The jagged array is usually contain address (or pointer) to another arrays, its kind of index of arrays.
My code is very complicated, but I'll make it simple in order to present my problem.
(The actual code is much more complicated, but the idea is presented below)
int[] numbers1 = new int[5];
int[] numbers2 = new int[5];
int[] numbers3 = new int[5];
int[] temporary = new int[5];
..
.Some code to fill up all the arrays with numbers..
...
int [][] numbersArr = new int[3][];
tmporary = numbers1;
numberArr[0] = temporary;
tmporary = numbers2;
numberArr[1] = temporary;
tmporary = numbers3;
numberArr[2] = temporary;
.
some more code which involve changing the all the "numbers#" arrays
The result is numberArr[0] numberArr[1] NumberArr[2] points to the same array, which is "temporary"
but what I need actually that it will have a copy of "numbers" Arrays.(Which you'd get if you use 2d array)
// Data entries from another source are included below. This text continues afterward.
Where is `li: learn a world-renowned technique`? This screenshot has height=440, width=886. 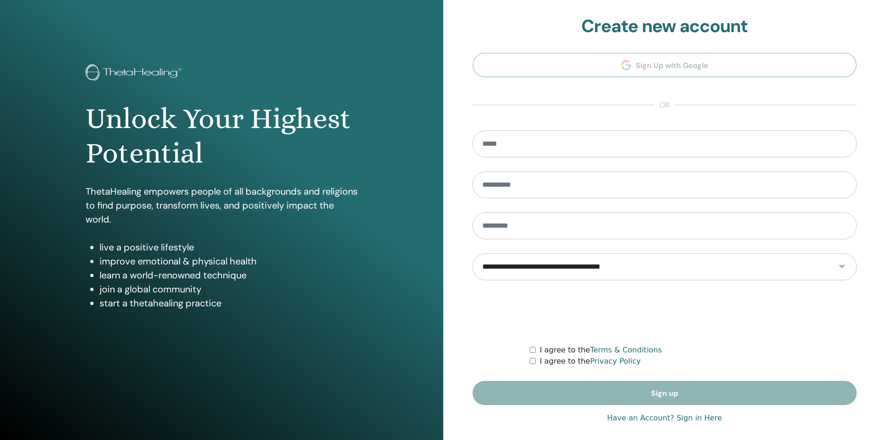 li: learn a world-renowned technique is located at coordinates (228, 275).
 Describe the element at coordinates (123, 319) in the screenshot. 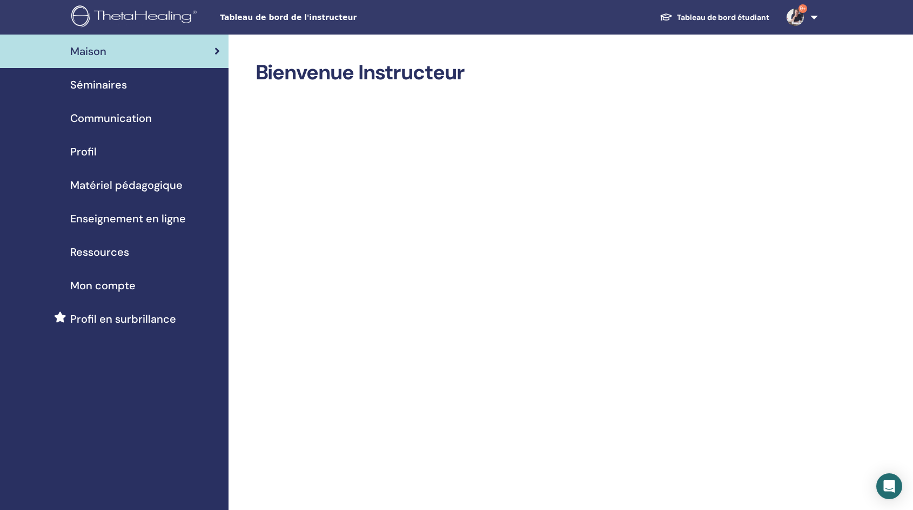

I see `span: Profil en surbrillance` at that location.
I have tried to use "CopyTo" but I get the same result.
The actual code is getting data from COM1, and store it in 2d array, so I have mass of data, and the actual code is in a "while" loop, (about 64 loops)
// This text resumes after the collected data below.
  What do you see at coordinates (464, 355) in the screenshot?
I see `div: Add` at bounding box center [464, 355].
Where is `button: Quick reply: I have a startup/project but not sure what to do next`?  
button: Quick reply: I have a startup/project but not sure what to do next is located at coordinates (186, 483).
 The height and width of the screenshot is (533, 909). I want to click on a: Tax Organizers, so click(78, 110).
But I always end with all 64 arrays in numbersArr points to the same temporary COM buffer.
I copied the example code and ran it (you obviously didn't since it has compile errors ) and it works fine. I ran it both on the PC and the Netduino. Here's the code I ran ... you must be doing something else. Note that if you reuse the numbers1..3 arrays that will also change the values in the numbersArr.
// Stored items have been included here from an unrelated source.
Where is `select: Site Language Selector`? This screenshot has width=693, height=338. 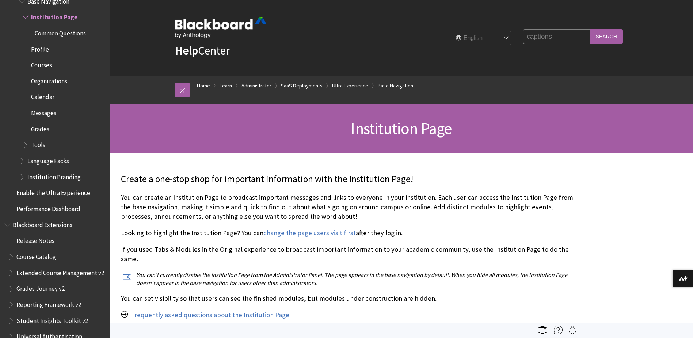 select: Site Language Selector is located at coordinates (482, 38).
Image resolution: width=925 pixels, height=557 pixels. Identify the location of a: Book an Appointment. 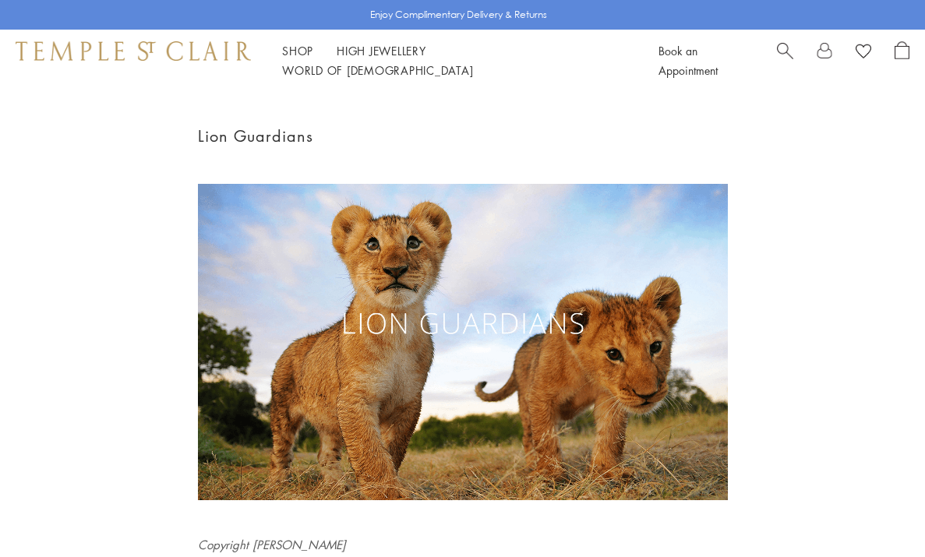
(688, 60).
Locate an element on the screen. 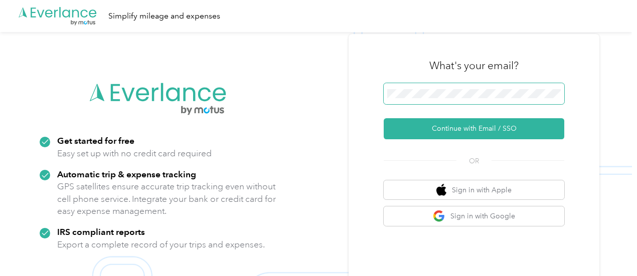 Image resolution: width=637 pixels, height=276 pixels. img: google logo is located at coordinates (439, 216).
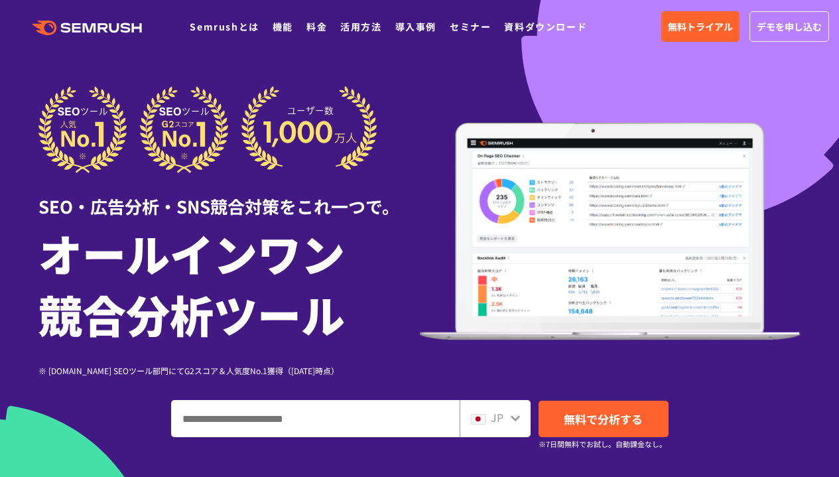 This screenshot has width=839, height=477. Describe the element at coordinates (224, 27) in the screenshot. I see `a: Semrushとは` at that location.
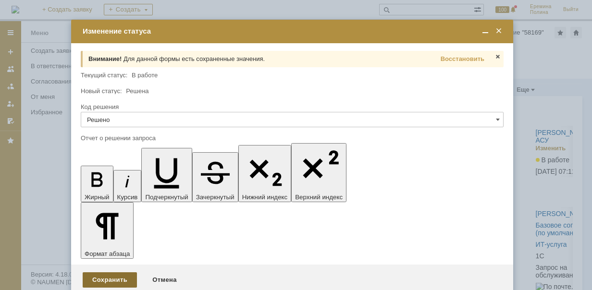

OK, so here's the problem. You load the data into XBuffer, then you store a pointer to that bffer into InBuff, you load the next set of data into XBuffer and store the same pointer into the next element of inBuff, and so on. One way to fix it would be to move the new of XBuffer into the loop. As in:
for (Y = 0; Y < Ymax; Y++)
{
Xbuffer = new byte[Xmax];
for (X = 0; X < Xmax; X++)
{
XBuffer[X] = buffer[X + Y * 4];
}
InBuff[Y] = XBuffer;
}
The down side of this is that this will use up twice the amount of memory. If you use the data from the initial buffer it would save the memory.
The pattern used by orenduino may be acceptable for a PC, but sucks a lot of RAM for a Netduino (and may run out of memory).
Some tips:
prefer the old-plain-loop (in a dedicated Thread) over the event handler. If you use the serial for high data rate, the event could fire many times and -let's say- uselessly. Just leave a loop running for incoming data, then interleave each cycle with a brief pause (e.g. 10ms or more). Less elegant, but always under control.
avoid, avoid, avoid re-instantiating (i.e. creating) brand new object on every call. The "buffer" and "XBuffer" arrays are created and destroyed on each event handling, and that's requires a lot of memory and an intensive garbage collection overhead. That is, you'll experience some "pauses" due the memory cleanup. Prefer a long-living instance (e.g. "InBuff"), and scratch your head with some tricky pattern in order to save precious ram.
the Read method of the serial comes already with a copy-oriented signature: just specify the byte-array reference, then the offset and the actual length to be read. Simply store an integer for the offset, the data will be automatically placed in the buffer.
Finally, why do you use two separate array for receive and transmit? The same mechanism seen for RX can also be applied for TX...
Good luck!
Biggest fault of Netduino? It runs by electricity.